Burt Reynolds sees his Florida mansion go into foreclosure
Burt Reynolds hasn't paid the mortgage on his five-bedroom mansion for a year. Burt Reynolds owes $1.2 million, say creditors in a lawsuit.
SDFL / Splash News/Newscom
Yes, even Hollywood movie stars are facing foreclosure.
Burt Reynolds has been hit with a foreclosure notice on his waterfront mansion in Hobe Sound, Fla. The star of "Smokey and the Bandit" and "Boogie Nights" (for which Reynolds was nominated for an Academy Award for Best Supporting Actor ) hasn't made payments for the past year, and owes $1.2 million on the mortgage, according to a lawsuit filed by Merrill Lynch Credit Corporation.
Reynolds first put the 5-bedroom, 7-bathroom waterfront home up for sale in 2005 for $15 million. He's cut the price several times, but it hasn't sold. If you're in the market, the three-acre estate includes a screening room, billiard room, gym. and a 2,000-square foot guest house, heated pool, dock, and helipad.
Reynolds has plenty of company in Florida. The state was one of the hottest real estate markets in the country until the 2008 financial crisis. Today, it's No. 6 among the Top 10 states with the highest foreclosure rates. There are 22,377 foreclosure fillings in July. One in every 396 households is in foreclosure.
Foreclosure rates in Florida and nationally are declining – down 35 percent from the same period a year ago, reports RealtyTrac's July 2011 Foreclosure Market Report. But most analysts don't see that as a sign of economic recovery. “Unfortunately, the falloff in foreclosures is not based on a robust recovery in the housing market but on short-term interventions and delays that will extend the current housing market woes into 2012 and beyond," said James J. Saccacio, chief executive officer of RealtyTrac.
In a report released yesterday, foreclosure rates were cited as part of the rise in the US poverty rate, which was up in 38 states, The Christian Science Monitor reported.
With record high unemployment (12.1 percent) and home foreclosure rates, Nevada saw a 38 percent increase in child poverty over the past decade. Foreclosures have affected the lives of 13 percent of the children in Nevada (the highest such rate in the US), and about one-third of all Nevada children were in families where neither parent had full-time work in 2009.
But the foreclosure rate is as uneven as the American economic recovery. For a look at cities where the real estate market isn't hurting due to foreclosures, check out "Top 5 Cities with the Fewest Foreclosures."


HOW TO COMPLETE THIS TASK>
Find the lines in these entries that include the word "interracial" and state how many there are, with no other words.
Top of DATASET RECORDS
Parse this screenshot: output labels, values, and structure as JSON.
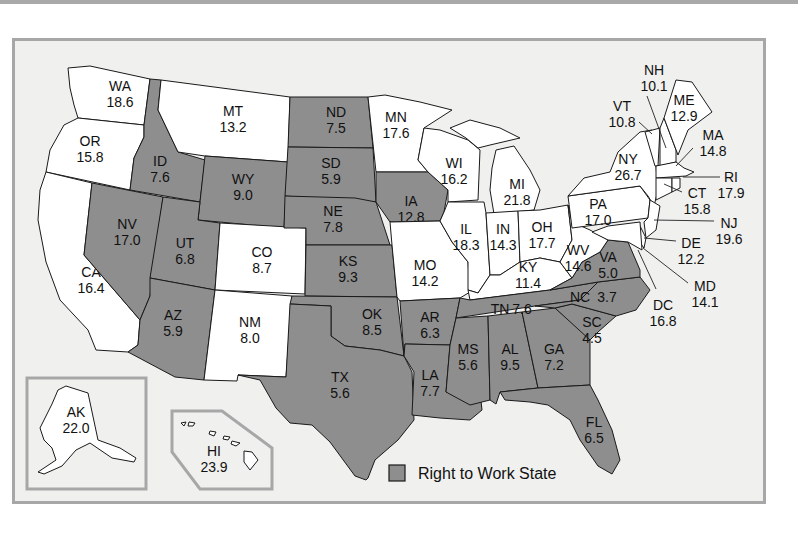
{
  "map": {
    "legend": {
      "label": "Right to Work State",
      "swatch_color": "#8e8e8e"
    },
    "colors": {
      "right_to_work": "#8e8e8e",
      "non_right_to_work": "#ffffff",
      "background": "#f0f0ef",
      "frame_border": "#a7a7a7"
    },
    "states": {
      "WA": {
        "abbr": "WA",
        "value": "18.6",
        "rtw": false
      },
      "OR": {
        "abbr": "OR",
        "value": "15.8",
        "rtw": false
      },
      "CA": {
        "abbr": "CA",
        "value": "16.4",
        "rtw": false
      },
      "ID": {
        "abbr": "ID",
        "value": "7.6",
        "rtw": true
      },
      "NV": {
        "abbr": "NV",
        "value": "17.0",
        "rtw": true
      },
      "MT": {
        "abbr": "MT",
        "value": "13.2",
        "rtw": false
      },
      "WY": {
        "abbr": "WY",
        "value": "9.0",
        "rtw": true
      },
      "UT": {
        "abbr": "UT",
        "value": "6.8",
        "rtw": true
      },
      "AZ": {
        "abbr": "AZ",
        "value": "5.9",
        "rtw": true
      },
      "CO": {
        "abbr": "CO",
        "value": "8.7",
        "rtw": false
      },
      "NM": {
        "abbr": "NM",
        "value": "8.0",
        "rtw": false
      },
      "ND": {
        "abbr": "ND",
        "value": "7.5",
        "rtw": true
      },
      "SD": {
        "abbr": "SD",
        "value": "5.9",
        "rtw": true
      },
      "NE": {
        "abbr": "NE",
        "value": "7.8",
        "rtw": true
      },
      "KS": {
        "abbr": "KS",
        "value": "9.3",
        "rtw": true
      },
      "OK": {
        "abbr": "OK",
        "value": "8.5",
        "rtw": true
      },
      "TX": {
        "abbr": "TX",
        "value": "5.6",
        "rtw": true
      },
      "MN": {
        "abbr": "MN",
        "value": "17.6",
        "rtw": false
      },
      "IA": {
        "abbr": "IA",
        "value": "12.8",
        "rtw": true
      },
      "MO": {
        "abbr": "MO",
        "value": "14.2",
        "rtw": false
      },
      "AR": {
        "abbr": "AR",
        "value": "6.3",
        "rtw": true
      },
      "LA": {
        "abbr": "LA",
        "value": "7.7",
        "rtw": true
      },
      "WI": {
        "abbr": "WI",
        "value": "16.2",
        "rtw": false
      },
      "IL": {
        "abbr": "IL",
        "value": "18.3",
        "rtw": false
      },
      "MI": {
        "abbr": "MI",
        "value": "21.8",
        "rtw": false
      },
      "IN": {
        "abbr": "IN",
        "value": "14.3",
        "rtw": false
      },
      "OH": {
        "abbr": "OH",
        "value": "17.7",
        "rtw": false
      },
      "KY": {
        "abbr": "KY",
        "value": "11.4",
        "rtw": false
      },
      "TN": {
        "abbr": "TN",
        "value": "7.6",
        "rtw": true
      },
      "MS": {
        "abbr": "MS",
        "value": "5.6",
        "rtw": true
      },
      "AL": {
        "abbr": "AL",
        "value": "9.5",
        "rtw": true
      },
      "GA": {
        "abbr": "GA",
        "value": "7.2",
        "rtw": true
      },
      "FL": {
        "abbr": "FL",
        "value": "6.5",
        "rtw": true
      },
      "SC": {
        "abbr": "SC",
        "value": "4.5",
        "rtw": true
      },
      "NC": {
        "abbr": "NC",
        "value": "3.7",
        "rtw": true
      },
      "VA": {
        "abbr": "VA",
        "value": "5.0",
        "rtw": true
      },
      "WV": {
        "abbr": "WV",
        "value": "14.6",
        "rtw": false
      },
      "PA": {
        "abbr": "PA",
        "value": "17.0",
        "rtw": false
      },
      "NY": {
        "abbr": "NY",
        "value": "26.7",
        "rtw": false
      },
      "VT": {
        "abbr": "VT",
        "value": "10.8",
        "rtw": false
      },
      "NH": {
        "abbr": "NH",
        "value": "10.1",
        "rtw": false
      },
      "ME": {
        "abbr": "ME",
        "value": "12.9",
        "rtw": false
      },
      "MA": {
        "abbr": "MA",
        "value": "14.8",
        "rtw": false
      },
      "RI": {
        "abbr": "RI",
        "value": "17.9",
        "rtw": false
      },
      "CT": {
        "abbr": "CT",
        "value": "15.8",
        "rtw": false
      },
      "NJ": {
        "abbr": "NJ",
        "value": "19.6",
        "rtw": false
      },
      "DE": {
        "abbr": "DE",
        "value": "12.2",
        "rtw": false
      },
      "MD": {
        "abbr": "MD",
        "value": "14.1",
        "rtw": false
      },
      "DC": {
        "abbr": "DC",
        "value": "16.8",
        "rtw": false
      },
      "AK": {
        "abbr": "AK",
        "value": "22.0",
        "rtw": false
      },
      "HI": {
        "abbr": "HI",
        "value": "23.9",
        "rtw": false
      }
    }
  }
}
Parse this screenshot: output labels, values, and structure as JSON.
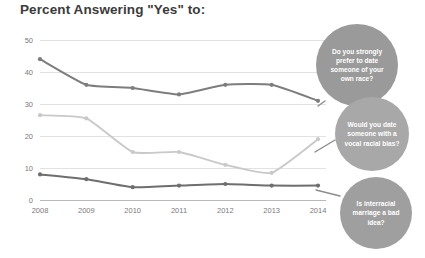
{
  "chart_data": {
    "type": "line",
    "title": "Percent Answering \"Yes\" to:",
    "xlabel": "",
    "ylabel": "",
    "categories": [
      "2008",
      "2009",
      "2010",
      "2011",
      "2012",
      "2013",
      "2014"
    ],
    "x": [
      2008,
      2009,
      2010,
      2011,
      2012,
      2013,
      2014
    ],
    "ylim": [
      0,
      50
    ],
    "yticks": [
      0,
      10,
      20,
      30,
      40,
      50
    ],
    "ytick_labels": [
      "0",
      "10",
      "20",
      "30",
      "40",
      "50"
    ],
    "grid": true,
    "legend_position": "annotation-bubbles-right",
    "series": [
      {
        "name": "Do you strongly prefer to date someone of your own race?",
        "color": "#7d7d7d",
        "values": [
          44,
          36,
          35,
          33,
          36,
          36,
          31
        ]
      },
      {
        "name": "Would you date someone with a vocal racial bias?",
        "color": "#c9c9c9",
        "values": [
          26.5,
          25.5,
          15,
          15,
          11,
          8.5,
          19
        ]
      },
      {
        "name": "Is interracial marriage a bad idea?",
        "color": "#6e6e6e",
        "values": [
          8,
          6.5,
          4,
          4.5,
          5,
          4.5,
          4.5
        ]
      }
    ],
    "annotations": [
      {
        "id": "bubble-own-race",
        "lines": [
          "Do you strongly",
          "prefer to date",
          "someone of your",
          "own race?"
        ],
        "color": "#9a9a9a",
        "cx": 357,
        "cy": 65,
        "r": 41
      },
      {
        "id": "bubble-vocal-bias",
        "lines": [
          "Would you date",
          "someone with a",
          "vocal racial bias?"
        ],
        "color": "#a8a8a8",
        "cx": 372,
        "cy": 134,
        "r": 37
      },
      {
        "id": "bubble-interracial",
        "lines": [
          "Is interracial",
          "marriage a bad",
          "idea?"
        ],
        "color": "#9f9f9f",
        "cx": 376,
        "cy": 213,
        "r": 36
      }
    ],
    "leaders": [
      {
        "id": "leader-own-race",
        "from": [
          318,
          106
        ],
        "to": [
          325,
          101
        ]
      },
      {
        "id": "leader-vocal-bias",
        "from": [
          315,
          152
        ],
        "to": [
          335,
          140
        ]
      },
      {
        "id": "leader-interracial",
        "from": [
          316,
          190
        ],
        "to": [
          340,
          196
        ]
      }
    ]
  }
}
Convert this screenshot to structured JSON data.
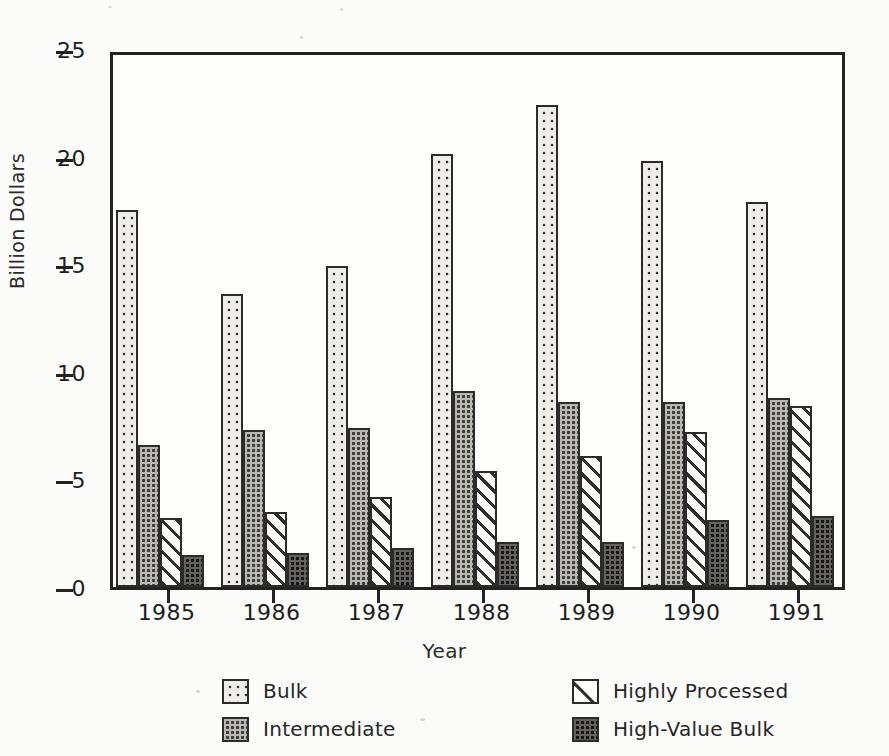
{
  "chart_data": {
    "type": "bar",
    "title": "",
    "xlabel": "Year",
    "ylabel": "Billion Dollars",
    "categories": [
      "1985",
      "1986",
      "1987",
      "1988",
      "1989",
      "1990",
      "1991"
    ],
    "ylim": [
      0,
      25
    ],
    "yticks": [
      0,
      5,
      10,
      15,
      20,
      25
    ],
    "ytick_labels": [
      "0",
      "5",
      "10",
      "15",
      "20",
      "25"
    ],
    "grid": false,
    "legend_position": "bottom",
    "series": [
      {
        "name": "Bulk",
        "pattern": "light-dotted",
        "values": [
          17.5,
          13.6,
          14.9,
          20.1,
          22.4,
          19.8,
          17.9
        ]
      },
      {
        "name": "Intermediate",
        "pattern": "gray-dotted",
        "values": [
          6.6,
          7.3,
          7.4,
          9.1,
          8.6,
          8.6,
          8.8
        ]
      },
      {
        "name": "Highly Processed",
        "pattern": "diagonal-hatch",
        "values": [
          3.2,
          3.5,
          4.2,
          5.4,
          6.1,
          7.2,
          8.4
        ]
      },
      {
        "name": "High-Value Bulk",
        "pattern": "dark-dotted",
        "values": [
          1.5,
          1.6,
          1.8,
          2.1,
          2.1,
          3.1,
          3.3
        ]
      }
    ]
  },
  "legend": {
    "items": [
      {
        "label": "Bulk"
      },
      {
        "label": "Intermediate"
      },
      {
        "label": "Highly Processed"
      },
      {
        "label": "High-Value Bulk"
      }
    ]
  },
  "colors": {
    "axis": "#232323",
    "bar_outline": "#2b2b2b",
    "bulk_fill": "#f0eeea",
    "intermediate_fill": "#b9b7b2",
    "highly_processed_fill": "#fbfaf7",
    "high_value_bulk_fill": "#636260",
    "background": "#fbfbfa",
    "text": "#1d1d1d"
  }
}
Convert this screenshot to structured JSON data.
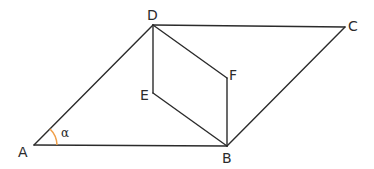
{
  "diagram": {
    "type": "geometry",
    "points": {
      "A": {
        "label": "A",
        "x": 34,
        "y": 145
      },
      "B": {
        "label": "B",
        "x": 227,
        "y": 146
      },
      "C": {
        "label": "C",
        "x": 345,
        "y": 27
      },
      "D": {
        "label": "D",
        "x": 153,
        "y": 25
      },
      "E": {
        "label": "E",
        "x": 153,
        "y": 93
      },
      "F": {
        "label": "F",
        "x": 227,
        "y": 78
      }
    },
    "segments": [
      "AB",
      "AD",
      "DC",
      "CB",
      "DE",
      "DF",
      "EB",
      "FB"
    ],
    "angle": {
      "label": "α",
      "vertex": "A",
      "color": "#f0a04b"
    },
    "line_color": "#2b2b2b"
  }
}
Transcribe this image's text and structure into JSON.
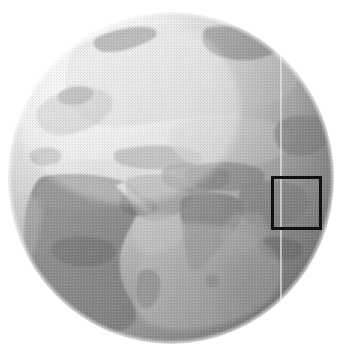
{
  "figure": {
    "width": 347,
    "height": 358,
    "background_color": "#ffffff",
    "caption": ""
  },
  "globe": {
    "name": "earth-globe",
    "projection": "orthographic",
    "view_center_label": "Africa / Asia / Indian Ocean",
    "center_x": 171,
    "center_y": 178,
    "radius_x": 163,
    "radius_y": 166,
    "bounds": {
      "left": 8,
      "top": 12,
      "right": 334,
      "bottom": 344
    },
    "style": "halftone-grayscale",
    "shading": {
      "light_from": "upper-left",
      "highlight_color": "#fbfbfb",
      "midtone_color": "#b8b8b8",
      "shadow_color": "#8d8d8d",
      "limb_color": "#7a7a7a"
    },
    "ocean_color": "#cfcfcf",
    "land_color": "#a6a6a6"
  },
  "meridian_line": {
    "name": "meridian-line",
    "x": 281,
    "y_top": 24,
    "y_bottom": 320,
    "color": "#eeeeee",
    "width": 1.4
  },
  "highlight_box": {
    "name": "region-highlight-box",
    "x": 271,
    "y": 176,
    "width": 51,
    "height": 54,
    "stroke_color": "#101010",
    "stroke_width": 3,
    "fill": "none",
    "label": ""
  },
  "landmasses": [
    {
      "id": "eurasia-north",
      "label": "Northern Eurasia / Siberia",
      "tone": "light"
    },
    {
      "id": "europe",
      "label": "Europe",
      "tone": "light"
    },
    {
      "id": "africa",
      "label": "Africa",
      "tone": "dark"
    },
    {
      "id": "arabia",
      "label": "Arabian Peninsula",
      "tone": "mid"
    },
    {
      "id": "india",
      "label": "Indian Subcontinent",
      "tone": "mid"
    },
    {
      "id": "southeast-asia",
      "label": "Southeast Asia",
      "tone": "mid"
    },
    {
      "id": "madagascar",
      "label": "Madagascar",
      "tone": "dark"
    },
    {
      "id": "indian-ocean",
      "label": "Indian Ocean",
      "tone": "light"
    }
  ]
}
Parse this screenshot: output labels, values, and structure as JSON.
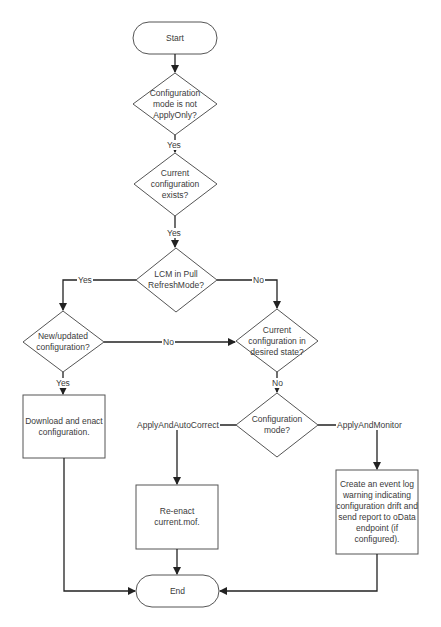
Bottom of DATASET RECORDS
FINISHED TASK>
4